On the other hand (the right hand of darkness?), there's never any suggestion in the Imperial Radch series that anyone's gender is wrong, just that it's not important enough to merit another set of pronouns. You can have whatever gender you want, under the Rachaai; they just don't care. They'll oppress you for a thousand other things -- citizenship, ethnicity, class, lineage, whatever -- but gender? Not important enough to discriminate over. Radchaai society isn't monogendered, like the Gethen; nor is it fully genderless. Rather, it's gender-disregarding. Gender-agnostic, if you will.
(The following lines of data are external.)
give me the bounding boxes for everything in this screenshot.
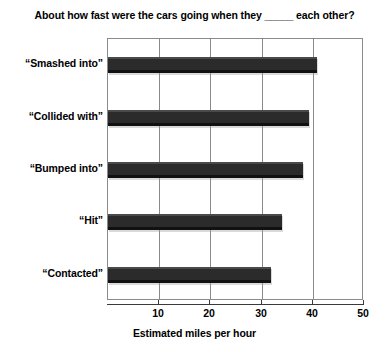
bar [108,214,282,230]
x-tick-40 [312,300,313,305]
x-tick-label-40: 40 [292,307,332,319]
category-label: “Hit” [0,214,103,226]
category-label: “Smashed into” [0,57,103,69]
chart-title: About how fast were the cars going when … [0,9,389,21]
x-axis-title: Estimated miles per hour [0,327,389,339]
x-tick-label-20: 20 [189,307,229,319]
bar [108,267,271,283]
category-axis-labels: “Smashed into”“Collided with”“Bumped int… [0,38,103,300]
x-tick-label-50: 50 [343,307,383,319]
plot-area [107,38,363,300]
category-label: “Collided with” [0,110,103,122]
bar-chart: About how fast were the cars going when … [0,0,389,352]
x-tick-label-10: 10 [138,307,178,319]
bar [108,57,317,73]
x-tick-20 [209,300,210,305]
x-tick-10 [158,300,159,305]
x-tick-30 [261,300,262,305]
gridline-40 [313,39,314,299]
bar [108,110,309,126]
x-axis-line [107,304,363,305]
x-tick-50 [363,300,364,305]
bar [108,162,303,178]
x-tick-label-30: 30 [241,307,281,319]
category-label: “Contacted” [0,267,103,279]
category-label: “Bumped into” [0,162,103,174]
The first sentence of that last paragraph isn't *completely* true. In Translation State, the second of two later books that follow the main Ancillary trilogy but portray non-Radchaai perspectives, a character is told that they're doing gender wrong -- by wanting to have a gender at all.Read more... )
probablynotbees: A photograph of the head of a starling (Starling)
[Crossposting an older post from my book tumblr, [tumblr.com profile] sagareads, since I'd be sad to lose it if tumblr explodes.]


felixmarques asked:

Is your essay on The Left Hand of Darkness vs Ancillary Justice available somewhere?


Afraid not -- it was for a class, and I'm not really comfortable sharing it online. I'm happy to go into a bit more detail, though. It's an essay that started out with me just writing down something that fascinated me about Ancillary Justice as if I were telling a friend about it.

Putting it under the cut because I'm sure I'm going to run long even just casually paraphrasing it. (Honestly, I have to edit my expository writing for concision, usually, rather than struggling to reach a word count.)

Also quick prefacing note: I haven't read either of these books in many years, and I don't have copies at hand, so any quotes or specific details are from memory.

Content warnings for, uh ... a sort of inverted sci fi transphobia / intersex discrimination in my analysis of The Left Hand of Darkness, and also mentions at the end of rape and colonialism. And I discuss the association of violence, especially sexual violence, with masculinity.